(UPDATED COVERAGE, Feb. 4) The U.S. and Mexico have agreed to a plan that substantially raises prices for imported Mexican fresh tomatoes, but the association representing U.S. importers said the plan is unreasonable.
The Commerce Department announced the plan on Feb. 2. It sets different floor prices during summer and winter, and also specifies prices for open field/adapted environment and controlled environment production. The plan is not final; comments will be accepted on it until Feb. 11 at the Department of Commerce Import Administration website.
The Commerce Department will consider the comments and release a final version by March 4.
Despite widespread media coverage of a U.S.-Mexico trade war averted, however, the Fresh Produce Association of the Americas, which represents companies that import Mexican tomatoes, is critical of the details in the plan. The FPAA was not involved in the negotiations and president Lance Jungmeyer said it’s not a reasonable solution.
Jungmeyer said many Nogales, Ariz., distributors were initially optimistic when learning Feb. 2 of the agreement maintaining suspension agreement.
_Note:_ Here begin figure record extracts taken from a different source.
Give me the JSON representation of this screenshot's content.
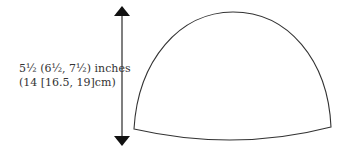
{
  "diagram": {
    "type": "hat-schematic",
    "measurement": {
      "line1": "5½  (6½, 7½) inches",
      "line2": "(14 [16.5, 19]cm)"
    },
    "arrow": {
      "direction": "vertical-double"
    },
    "shape": "dome"
  }
}
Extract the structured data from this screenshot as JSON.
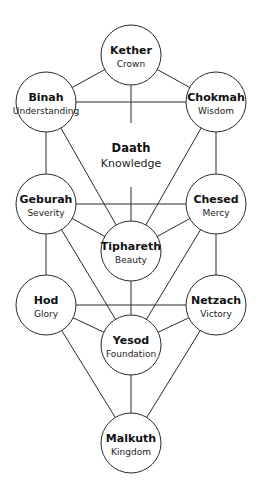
{
  "diagram": {
    "colors": {
      "background": "#ffffff",
      "stroke": "#2a2a2a",
      "text": "#111111"
    },
    "node_radius": 30,
    "nodes": {
      "kether": {
        "name": "Kether",
        "meaning": "Crown",
        "cx": 131,
        "cy": 55
      },
      "binah": {
        "name": "Binah",
        "meaning": "Understanding",
        "cx": 46,
        "cy": 102
      },
      "chokmah": {
        "name": "Chokmah",
        "meaning": "Wisdom",
        "cx": 216,
        "cy": 102
      },
      "geburah": {
        "name": "Geburah",
        "meaning": "Severity",
        "cx": 46,
        "cy": 204
      },
      "chesed": {
        "name": "Chesed",
        "meaning": "Mercy",
        "cx": 216,
        "cy": 204
      },
      "tiphareth": {
        "name": "Tiphareth",
        "meaning": "Beauty",
        "cx": 131,
        "cy": 251
      },
      "hod": {
        "name": "Hod",
        "meaning": "Glory",
        "cx": 46,
        "cy": 305
      },
      "netzach": {
        "name": "Netzach",
        "meaning": "Victory",
        "cx": 216,
        "cy": 305
      },
      "yesod": {
        "name": "Yesod",
        "meaning": "Foundation",
        "cx": 131,
        "cy": 345
      },
      "malkuth": {
        "name": "Malkuth",
        "meaning": "Kingdom",
        "cx": 131,
        "cy": 443
      }
    },
    "daath": {
      "name": "Daath",
      "meaning": "Knowledge",
      "cx": 131,
      "cy": 155,
      "has_circle": false
    },
    "edges": [
      [
        "kether",
        "binah"
      ],
      [
        "kether",
        "chokmah"
      ],
      [
        "kether",
        "tiphareth"
      ],
      [
        "binah",
        "chokmah"
      ],
      [
        "binah",
        "geburah"
      ],
      [
        "binah",
        "tiphareth"
      ],
      [
        "chokmah",
        "chesed"
      ],
      [
        "chokmah",
        "tiphareth"
      ],
      [
        "geburah",
        "chesed"
      ],
      [
        "geburah",
        "tiphareth"
      ],
      [
        "chesed",
        "tiphareth"
      ],
      [
        "geburah",
        "hod"
      ],
      [
        "chesed",
        "netzach"
      ],
      [
        "geburah",
        "yesod"
      ],
      [
        "chesed",
        "yesod"
      ],
      [
        "tiphareth",
        "yesod"
      ],
      [
        "hod",
        "netzach"
      ],
      [
        "hod",
        "yesod"
      ],
      [
        "netzach",
        "yesod"
      ],
      [
        "hod",
        "malkuth"
      ],
      [
        "netzach",
        "malkuth"
      ],
      [
        "yesod",
        "malkuth"
      ]
    ]
  }
}
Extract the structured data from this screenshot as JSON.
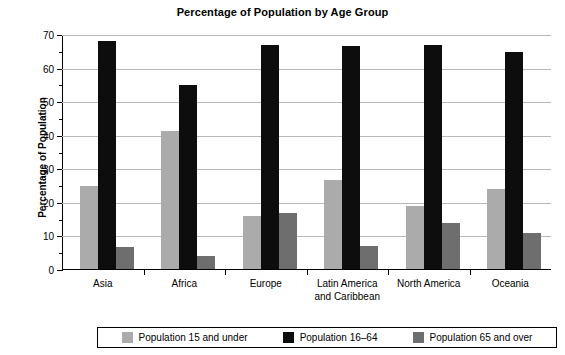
{
  "chart_data": {
    "type": "bar",
    "title": "Percentage of Population by Age Group",
    "xlabel": "",
    "ylabel": "Percentage of Population",
    "categories": [
      "Asia",
      "Africa",
      "Europe",
      "Latin America\nand Caribbean",
      "North America",
      "Oceania"
    ],
    "series": [
      {
        "name": "Population 15 and under",
        "color": "#ababab",
        "values": [
          24.8,
          41.0,
          15.7,
          26.6,
          18.8,
          23.7
        ]
      },
      {
        "name": "Population 16–64",
        "color": "#0d0d0d",
        "values": [
          68.0,
          54.8,
          66.6,
          66.5,
          66.6,
          64.5
        ]
      },
      {
        "name": "Population 65 and over",
        "color": "#6e6e6e",
        "values": [
          6.7,
          3.9,
          16.8,
          6.8,
          13.7,
          10.8
        ]
      }
    ],
    "ylim": [
      0,
      70
    ],
    "yticks": [
      0,
      10,
      20,
      30,
      40,
      50,
      60,
      70
    ],
    "ytick_labels": [
      "0",
      "10",
      "20",
      "30",
      "40",
      "50",
      "60",
      "70"
    ],
    "yminor_ticks": [
      5,
      15,
      25,
      35,
      45,
      55,
      65
    ],
    "grid": "horizontal",
    "legend_position": "bottom"
  },
  "legend": {
    "items": [
      {
        "label": "Population 15 and under",
        "color": "#ababab"
      },
      {
        "label": "Population 16–64",
        "color": "#0d0d0d"
      },
      {
        "label": "Population 65 and over",
        "color": "#6e6e6e"
      }
    ]
  }
}
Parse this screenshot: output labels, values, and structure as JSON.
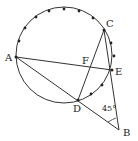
{
  "diagram": {
    "type": "geometry",
    "circle": {
      "cx": 64,
      "cy": 55,
      "r": 48
    },
    "points": {
      "A": {
        "label": "A",
        "x": 16,
        "y": 57,
        "lx": 5,
        "ly": 61
      },
      "C": {
        "label": "C",
        "x": 104,
        "y": 30,
        "lx": 106,
        "ly": 27
      },
      "E": {
        "label": "E",
        "x": 112,
        "y": 70,
        "lx": 115,
        "ly": 75
      },
      "F": {
        "label": "F",
        "x": 91,
        "y": 66,
        "lx": 82,
        "ly": 64
      },
      "D": {
        "label": "D",
        "x": 78,
        "y": 100,
        "lx": 73,
        "ly": 112
      },
      "B": {
        "label": "B",
        "x": 119,
        "y": 130,
        "lx": 123,
        "ly": 136
      }
    },
    "angle_label": {
      "text": "45°",
      "x": 102,
      "y": 111
    },
    "arc_dots": [
      [
        19,
        41
      ],
      [
        25,
        28
      ],
      [
        36,
        17
      ],
      [
        49,
        11
      ],
      [
        64,
        9
      ],
      [
        79,
        11
      ],
      [
        93,
        18
      ],
      [
        111,
        43
      ],
      [
        114,
        56
      ],
      [
        102,
        85
      ],
      [
        91,
        94
      ]
    ]
  }
}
When more details were released, however, growing numbers of U.S. importers and distributors became worried about the effect of the size of the price increases on buyer and consumer demand.
“A price increase this high gives the U.S. industry more room to maneuver, it gives them plenty of room to sell at 10 cents (per pound) below that floor price all day and essentially keep Mexico out of the market,” he said Feb. 4.
The Commerce Department news release on the agreement paints a different picture.
“I am pleased that we were able to come to an agreement on fresh tomato imports from Mexico that restores stability and confidence to the U.S. tomato market and meets the requirements of U.S. law,” Francisco Sánchez, under secretary of commerce for international trade, said in a news release.
“The draft agreement raises reference prices substantially, in some cases more than double the current reference price for certain products, and accounts for changes that have occurred in the tomato market since the signing of the original agreement," he said in the release.
U.S. growers were unhappy with current floor prices for Mexican tomatoes and in 2012 requested the end of a suspension agreement that set those prices since 1996, stopping an anti-dumping investigation.